Patricia Foster grew up in coastal Alabama, a region of haunting beauty, a place where mossy ferns spill into back yards and tangled vines snake up trees, where people wave and shout and hug you hello, where rivers and creeks interrupt the flat, noisy land. As a girl, she remembers walking down a narrow stretch of road in Magnolia Springs, Alabama, huge oaks sheltering the street, their heavy branches like arms embracing her while thin streams of light shivered through the leaves. Here, near the banks of that slow-moving river, she felt whole. And yet, as she grew older, the racial and gender narratives of the South uprooted her. It was through writing that she found a way to question the status quo, to struggle with her own contradictions, and to search for meaning beneath the appearance of things.
Patricia Foster is the author of four books, All the Lost Girls, Just beneath My Skin, Girl from Soldier Creek, and the forthcoming Written in the Sky: Lessons of a Southern Daughter. She is the editor of Minding the Body: Women Writers on Body and Soul and Sister to Sister: Women Write about the Unbreakable Bond and co-editor of The Healing Circle (Mary Swander) and Understanding the Essay (Jeff Porter). Her work has been reviewed in The New York Times, the Women’s Review of Books, Vogue, the Atlanta Journal Constitution, the Ft. Lauderdale Sun-Sentinel and other places.

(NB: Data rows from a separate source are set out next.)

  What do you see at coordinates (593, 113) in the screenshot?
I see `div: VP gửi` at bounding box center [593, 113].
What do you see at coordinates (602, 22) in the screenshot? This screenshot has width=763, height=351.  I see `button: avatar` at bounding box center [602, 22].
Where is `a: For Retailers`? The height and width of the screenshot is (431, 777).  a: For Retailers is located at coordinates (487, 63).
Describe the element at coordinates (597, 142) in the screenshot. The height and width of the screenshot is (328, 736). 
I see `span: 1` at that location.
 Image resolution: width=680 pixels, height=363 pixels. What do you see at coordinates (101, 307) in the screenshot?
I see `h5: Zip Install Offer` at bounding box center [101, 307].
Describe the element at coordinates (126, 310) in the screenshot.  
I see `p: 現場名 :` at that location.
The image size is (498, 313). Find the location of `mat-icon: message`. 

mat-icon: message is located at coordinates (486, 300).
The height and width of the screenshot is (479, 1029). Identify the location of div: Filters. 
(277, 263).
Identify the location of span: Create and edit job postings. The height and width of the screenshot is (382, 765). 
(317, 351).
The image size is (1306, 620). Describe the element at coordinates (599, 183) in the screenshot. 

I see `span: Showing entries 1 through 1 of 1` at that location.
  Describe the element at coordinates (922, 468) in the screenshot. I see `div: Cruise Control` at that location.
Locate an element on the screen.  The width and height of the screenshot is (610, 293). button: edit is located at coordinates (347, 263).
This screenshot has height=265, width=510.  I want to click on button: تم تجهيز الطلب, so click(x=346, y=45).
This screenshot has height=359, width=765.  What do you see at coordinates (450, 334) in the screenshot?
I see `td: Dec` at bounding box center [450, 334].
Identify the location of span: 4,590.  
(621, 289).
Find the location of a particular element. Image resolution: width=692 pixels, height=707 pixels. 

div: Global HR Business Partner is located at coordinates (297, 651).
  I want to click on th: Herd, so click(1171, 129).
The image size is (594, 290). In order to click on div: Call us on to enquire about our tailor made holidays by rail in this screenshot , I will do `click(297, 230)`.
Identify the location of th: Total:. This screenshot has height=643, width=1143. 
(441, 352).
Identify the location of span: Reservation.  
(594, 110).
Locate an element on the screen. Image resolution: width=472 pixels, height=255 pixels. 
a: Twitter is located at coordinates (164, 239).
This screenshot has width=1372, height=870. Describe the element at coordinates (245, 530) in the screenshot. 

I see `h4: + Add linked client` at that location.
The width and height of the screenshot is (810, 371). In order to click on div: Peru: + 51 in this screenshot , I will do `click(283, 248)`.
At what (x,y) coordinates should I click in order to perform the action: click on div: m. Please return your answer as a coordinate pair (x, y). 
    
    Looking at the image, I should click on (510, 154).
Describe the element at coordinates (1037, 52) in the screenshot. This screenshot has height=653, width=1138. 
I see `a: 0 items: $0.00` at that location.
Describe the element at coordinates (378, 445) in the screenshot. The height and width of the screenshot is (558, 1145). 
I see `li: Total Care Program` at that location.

A graduate of the Iowa Writers Workshop (MFA) and Florida State University (Ph.D.), Foster has been the recipient of numerous awards and fellowships, including a PEN Award, a Pushcart Prize, a Clarence Cason Award, a Florida Arts Council Award, a Carl Klaus Teaching Award, and a Dean’s Scholar Award. Seventeen of her essays have been listed as Notable Essays in The Best American Essays series. She has had fellowships from the Inaugural Writing Residency at Sun Yat-sen University, the Virginia Center for the Arts, the Hambridge Center for the Arts, and Yaddo, and has been a juror for the Windham Campbell Literary Prize in Nonfiction (Yale University).
Now a Professor Emerita, Foster was a professor in the MFA Program in Nonfiction at the University of Iowa for twenty-five years, a Visiting Professor at Paul Valery University in Montpelier, France, and taught writing workshops in Barcelona, Prague, Florence, Melbourne, Wollongong as well as in many colleges in the US.
She lives in Iowa City, Iowa, with her husband David Wilder in a house that is now 100 years old.
Marlin Barton is from the Black Belt region of Alabama, a swath of dark, rich soil that runs through the central part of the state. When he was in kindergarten, he was diagnosed with dyslexia and his parents were told by a pediatrician he would never learn to read or write very well. Luckily for Marlin his parents discovered a program that corrected his dyslexia through a series of exercises called patterning. While patterning each day, his mother would read to him, and once freed of dyslexia, he did indeed learn to write without leaving out letters and spelling backwards and a love of reading was already distilled within him.
While taking freshman English at the University of Alabama, he first became aware that he possessed more than the ability to write; he learned that he loved to write when the instructor made all her students keep a daily journal. He then tried his hand at writing poetry, and after deciding he was not a poet, began to wonder if he could write a short story and took several undergraduate creative writing classes.
He received a Master of Fine Arts in Creative Writing from Wichita State University and afterward taught at several universities and colleges, including Clemson University. During this period he also began publishing short stories in literary journals, and he went on to have work included in the yearly anthologies Prize Stories: The O. Henry Awards and Best American Short Stories. He published his first collection, The Dry Well, in 2001, and two other collections followed, Dancing by the River and Pasture Art. In 2016 he was the first recipient of the Capote Prize for short fiction. He also published two novels, A Broken Thing and The Cross Garden, and his third, Children of Dust, is now forthcoming from Regal House Publishing. Maybe not too bad a track record for someone who would never learn to read or write very well.
Marlin lives with his wife Rhonda, and two cats, in a house that overlooks the Alabama River outside of Montgomery, and, since 1997, he’s taught creative writing in a program for juvenile offenders called Writing Our Stories, created by the Alabama Writers’ Forum. He also teaches in the low-residency MFA program at Converse College in Spartanburg, South Carolina.